Baraize's work from 1925 into the early '30s achieved a more complete clearance of the immediate Sphinx enclosure than had been made before in modern times. A photograph from the late '20s shows, most strikingly, the Roman-period paving of the area in front of the Sphinx. The Sphinx's head (now favored with the cement extensions of the head-dress) is framed between the Khafre and Menkaure pyramids like Horus on the Horizon. This photograph was taken with a wide-angle lens that has exaggerated the size of the paws in relation to the chest and head, but it has made it possible to see very clearly the eroded nature of the south wall, in particular, of the immediate Sphinx enclosure and the way, behind the Sphinx, that the strata rise to the north (they also rise to the west).

The Sphinx as revealed by the clearances and restorations of Baraize in the late 1920

The Sphinx as revealed by the clearances

(and restorations) of Baraize in

the late 1920s. Photo: Lehnert and Landrock.

On top of the north face of the immediate Sphinx enclosure (to the right in the photograph) Baraize's extra walling can be seen: it was removal of this walling in the area at the bottom right of this photograph that revealed how the south-west corner of the temple of Amenophis II overhung the corridor leading to the Sphinx from the original Sphinx temple (beneath our feet in this photograph and cleared later on by Baraize and then by Selim Hassan).


To add to the questionable effect of the cement head-dress extensions added by Baraize, the Second World War saw the building of a pier up the Sphinx's breast, topped with sandbags, to support the head against, one supposes, the threat of bomb blast. The wartime photograph also shows the location before the recent road was made up to the Great Pyramid. Just over the Sphinx's left shoulder can be seen the end of an ancient mud-brick wall: beyond it is the continuing western face of the wider Sphinx enclosure. At the extreme right are some of the tombs cut into the north face of the Sphinx enclosure that Professor Selim Hassan held to indicate that the enclosure (and therefore the Sphinx) were not cut out after Old Kingdom times.

The Sphinx in the second half of the nineteenth century.

The Sphinx by Sebah, in the second half of the nineteenth century.

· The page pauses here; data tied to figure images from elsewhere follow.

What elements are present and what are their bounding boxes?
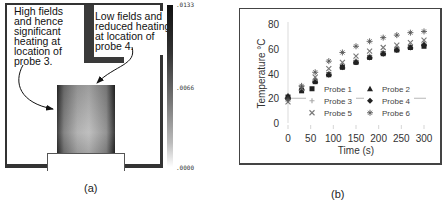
marker-x <box>381 45 386 50</box>
x-tick-label: 50 <box>305 133 317 144</box>
legend-label: Probe 3 <box>324 97 353 106</box>
marker-asterisk <box>353 43 359 49</box>
annotation-arrows <box>5 3 163 168</box>
marker-square <box>310 86 315 91</box>
marker-asterisk <box>394 32 400 38</box>
temperature-chart-panel: 020406080050100150200250300Time (s)Tempe… <box>239 8 442 165</box>
x-tick-label: 150 <box>348 133 365 144</box>
y-tick-label: 60 <box>268 44 280 55</box>
y-tick-label: 80 <box>268 19 280 30</box>
x-tick-label: 0 <box>285 133 291 144</box>
marker-asterisk <box>380 35 386 41</box>
colorbar-max-label: .0133 <box>176 1 194 8</box>
marker-asterisk <box>421 28 427 34</box>
field-simulation-panel: High fields and hence significant heatin… <box>5 3 163 168</box>
marker-asterisk <box>326 58 332 64</box>
caption-a: (a) <box>84 182 97 194</box>
y-tick-label: 0 <box>273 118 279 129</box>
x-tick-label: 200 <box>370 133 387 144</box>
y-tick-label: 40 <box>268 69 280 80</box>
arrow-to-probe-4 <box>97 47 133 83</box>
marker-asterisk <box>339 49 345 55</box>
colorbar <box>167 5 173 167</box>
y-tick-label: 20 <box>268 93 280 104</box>
arrow-to-probe-3 <box>19 65 53 109</box>
legend-label: Probe 6 <box>382 109 411 118</box>
marker-asterisk <box>367 38 373 44</box>
legend-label: Probe 1 <box>324 85 353 94</box>
y-axis-label: Temperature °C <box>256 38 267 108</box>
legend-label: Probe 2 <box>382 85 411 94</box>
marker-x <box>354 54 359 59</box>
caption-b: (b) <box>331 188 344 200</box>
x-tick-label: 250 <box>393 133 410 144</box>
marker-x <box>326 66 331 71</box>
legend-label: Probe 5 <box>324 109 353 118</box>
colorbar-mid-label: .0066 <box>176 84 194 91</box>
marker-asterisk <box>407 30 413 36</box>
x-tick-label: 300 <box>416 133 433 144</box>
x-axis-label: Time (s) <box>338 145 374 156</box>
temperature-chart: 020406080050100150200250300Time (s)Tempe… <box>240 9 441 164</box>
marker-x <box>367 49 372 54</box>
colorbar-min-label: .0000 <box>176 164 194 171</box>
legend-label: Probe 4 <box>382 97 411 106</box>
marker-asterisk <box>299 83 305 89</box>
x-tick-label: 100 <box>325 133 342 144</box>
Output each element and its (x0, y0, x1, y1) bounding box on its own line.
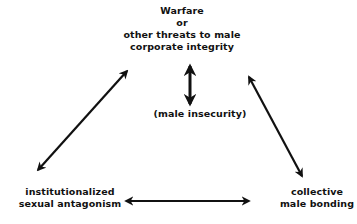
node-sexual-antagonism-line-2: sexual antagonism (0, 198, 140, 210)
node-warfare-line-4: corporate integrity (92, 41, 272, 53)
node-warfare: Warfare or other threats to male corpora… (92, 5, 272, 53)
node-warfare-line-1: Warfare (92, 5, 272, 17)
node-warfare-line-2: or (92, 17, 272, 29)
node-sexual-antagonism: institutionalized sexual antagonism (0, 186, 140, 210)
node-male-insecurity: (male insecurity) (140, 108, 260, 120)
node-male-bonding-line-2: male bonding (262, 198, 357, 210)
arrow-top-left (38, 71, 127, 170)
node-sexual-antagonism-line-1: institutionalized (0, 186, 140, 198)
arrow-top-right (249, 77, 302, 176)
node-male-bonding-line-1: collective (262, 186, 357, 198)
node-male-bonding: collective male bonding (262, 186, 357, 210)
node-warfare-line-3: other threats to male (92, 29, 272, 41)
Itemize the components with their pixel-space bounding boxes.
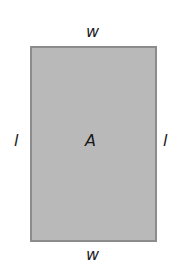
width-label-top: w xyxy=(86,24,99,40)
area-label: A xyxy=(85,133,96,149)
length-label-right: l xyxy=(163,133,167,149)
width-label-bottom: w xyxy=(86,247,99,263)
length-label-left: l xyxy=(14,133,18,149)
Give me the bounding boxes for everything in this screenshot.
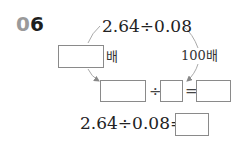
final-expression: 2.64÷0.08= [80,113,184,133]
top-expression: 2.64÷0.08 [102,16,192,36]
left-arc-lower [88,69,99,81]
quotient-answer-box[interactable] [196,80,231,102]
divisor-answer-box[interactable] [160,80,183,102]
dividend-answer-box[interactable] [100,80,146,102]
left-multiplier-suffix: 배 [106,49,118,65]
left-arc-upper [88,26,100,43]
left-multiplier-answer-box[interactable] [58,45,104,68]
right-arc-lower [187,64,198,81]
right-multiplier-label: 100배 [181,48,218,64]
final-answer-box[interactable] [175,113,209,136]
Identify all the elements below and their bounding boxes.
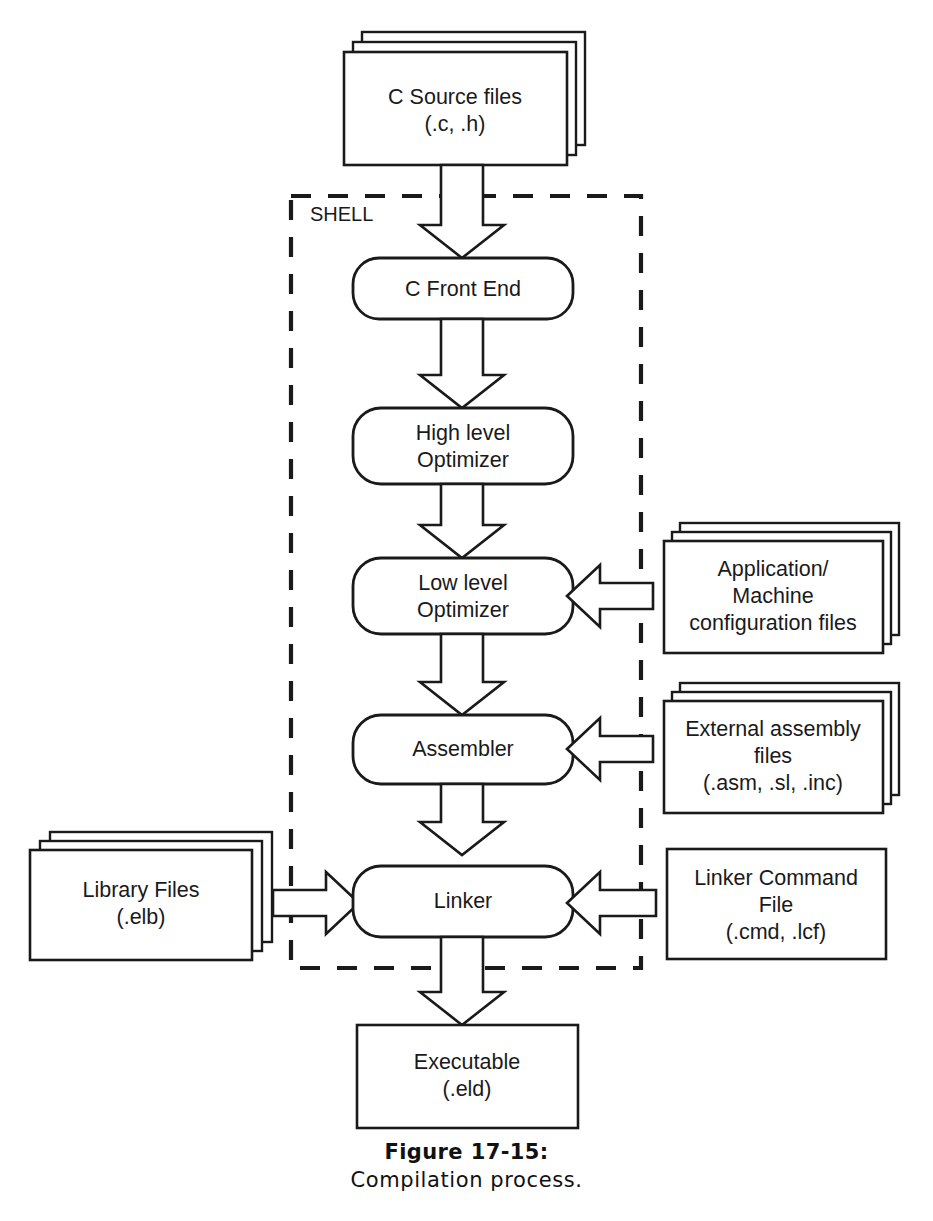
low-level-optimizer-line1: Low level [418,571,508,595]
arrow-highopt-to-lowopt [420,484,504,558]
shell-label: SHELL [310,203,373,225]
config-files-line2: Machine [732,584,813,608]
node-low-level-optimizer: Low level Optimizer [353,558,573,634]
compilation-process-diagram: SHELL C Source files (.c, .h) C Front En… [0,0,933,1221]
arrow-extasm-to-assembler [567,718,653,780]
linker-command-file-line1: Linker Command [694,866,858,890]
config-files-line3: configuration files [689,611,856,635]
assembler-label: Assembler [412,737,514,761]
external-assembly-line2: files [754,744,792,768]
linker-command-file-line2: File [759,893,794,917]
executable-line2: (.eld) [443,1077,492,1101]
config-files-line1: Application/ [717,557,828,581]
node-external-assembly: External assembly files (.asm, .sl, .inc… [664,683,899,813]
arrow-config-to-lowopt [567,565,653,627]
node-executable: Executable (.eld) [357,1025,578,1128]
figure-caption: Figure 17-15: Compilation process. [0,1138,933,1196]
figure-caption-title: Figure 17-15: [0,1138,933,1166]
library-files-line2: (.elb) [117,905,166,929]
linker-label: Linker [434,889,493,913]
figure-canvas: SHELL C Source files (.c, .h) C Front En… [0,0,933,1221]
low-level-optimizer-line2: Optimizer [417,598,509,622]
node-linker: Linker [353,866,573,937]
arrow-lowopt-to-assembler [420,634,504,715]
arrow-linker-to-executable [420,937,504,1025]
low-level-optimizer-box [353,558,573,634]
high-level-optimizer-line2: Optimizer [417,448,509,472]
arrow-frontend-to-highopt [420,319,504,408]
source-files-line1: C Source files [388,85,522,109]
high-level-optimizer-box [353,408,573,484]
node-linker-command-file: Linker Command File (.cmd, .lcf) [667,849,886,959]
source-files-line2: (.c, .h) [425,112,486,136]
node-source-files: C Source files (.c, .h) [344,32,585,165]
node-assembler: Assembler [353,715,573,784]
node-config-files: Application/ Machine configuration files [664,523,899,653]
linker-command-file-line3: (.cmd, .lcf) [726,920,826,944]
arrow-source-to-frontend [420,165,504,258]
arrow-library-to-linker [273,872,359,934]
node-library-files: Library Files (.elb) [30,832,272,960]
library-files-line1: Library Files [82,878,199,902]
arrow-assembler-to-linker [420,784,504,855]
high-level-optimizer-line1: High level [416,421,510,445]
external-assembly-line1: External assembly [685,717,861,741]
figure-caption-subtitle: Compilation process. [0,1166,933,1195]
node-c-front-end: C Front End [353,258,573,319]
external-assembly-line3: (.asm, .sl, .inc) [703,771,843,795]
executable-line1: Executable [414,1050,520,1074]
c-front-end-label: C Front End [405,277,521,301]
node-high-level-optimizer: High level Optimizer [353,408,573,484]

A modern color photograph shows the present state of the Sphinx, lying in its highly eroded state in its immediate deep-cut enclosure, with the pyramid of Khafre to the left (with some of its casing still in place at the top) and the pyramid of Khufu to the right. The built-on elements of the monument, including the tail curling up at the haunches and the box at bottom left-center that is probably a New Kingdom shrine-base (for a statue of Osiris) contrast with the very worn state of the living rock of the body. Over the fully clad foreleg at bottom right, the top of the Dream Stela of Tuthmosis IV can be seen. (Above that in the distance at the foot of the Great Pyramid we can see the museum housing the wooden boat of Khufu found nearby.)